Co-authors of the study, published in PNAS Nexus, are Thanh Nguyen, a graduate student in the Zachs Dynamic Cognition Lab; Matt Bezdek, a senior research scientist in the lab; Aaron Bobick, a professor and dean of the McKelvey School of Engineering; Todd Braver, the William R. Stakenberg Professor of Human Values and Moral Development; and Samuel Gershman, a neuroscientist at Harvard.
Zacks had previously theorized that the human brain is particularly sensitive to the small surprises that fill our lives. He suggested that people overestimate a scene whenever they register something unexpected, a phenomenon known as "prediction error." But the finding that the successful computer model paid more attention to uncertainty than to prediction errors cast doubt on that theory.
"We do science," Zacks said. "We revise theories when confronted with new data."
Surprises are still important, and there is no need to abandon the concept of prediction error entirely, Nguyen said. "We are starting to think that the brain uses both mechanisms," he said. "It is not a question of choosing one over the other. Each model can make a unique contribution to our understanding of human cognition."
The Role of Memory in Event Processing
Maverick Smith, a research scientist at the Dynamic Cognition Lab, also studies the relationship between understanding events and memory. Working with Heather Bailey, a former WashU postdoctoral fellow who is now an assistant professor at Kansas State University, Smith co-authored a review article in Nature Reviews Psychology, gathering growing evidence that long-term memory is closely tied to the ability to logically and accurately determine where one event ends and another begins.
"There are many individual differences in the ability to identify the beginning and end of events, and these differences can strongly predict how well people remember events later," Smith said. "We hope to develop an intervention that can improve memory by helping people better segment events."
The influence of age on the perception of events
Like Zacks, Smith relies on video clips to better understand how the brain processes events. Instead of cooking or cleaning, his videos show a person shopping at a store, setting up a printer, or performing other mundane tasks. In various experiments, viewers press buttons when they believe an event is beginning or ending. Smith then tests participants’ memory of the video with a series of written questions.
Smith found that older people have a harder time processing events, which may play a role in age-related memory decline. "There may be a way to intervene to help them remember events in their lives better," he said.
Further research
Zacks, Nguyen, Smith, and other members of the Department of Psychological and Neurobiological Sciences have ambitious plans to further study the brain’s ability to process and remember events.

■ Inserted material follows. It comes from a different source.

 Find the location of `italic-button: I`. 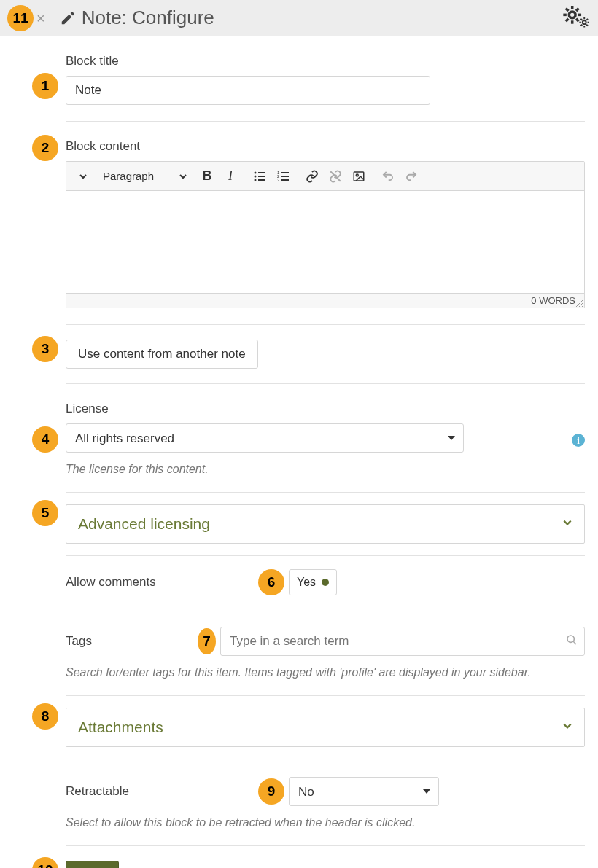

italic-button: I is located at coordinates (230, 176).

Zacks’s team is working on using fMRI to track 45 participants’ reactions to videos of everyday events in real time. “We’re studying the actual neurodynamic processes of these cognitive functions,” Zacks said.
Another study tracks eye movements, providing new insight into how we see the world. "When people watch everyday activities, they spend a lot of time watching people's hands," Zacks explained.
Smith is currently using video-based experiments to test whether he can improve the memory of study participants — including older adults and those with Alzheimer’s disease — by making it easier to identify boundaries between events. Ultimately, he’d like to understand how observations of events are stored and maintained in long-term memory.
"Some people are clearly better than others at segmenting events into meaningful chunks," Smith said. "Can we improve that ability, and will that lead to better memory? Those are questions we're still trying to answer."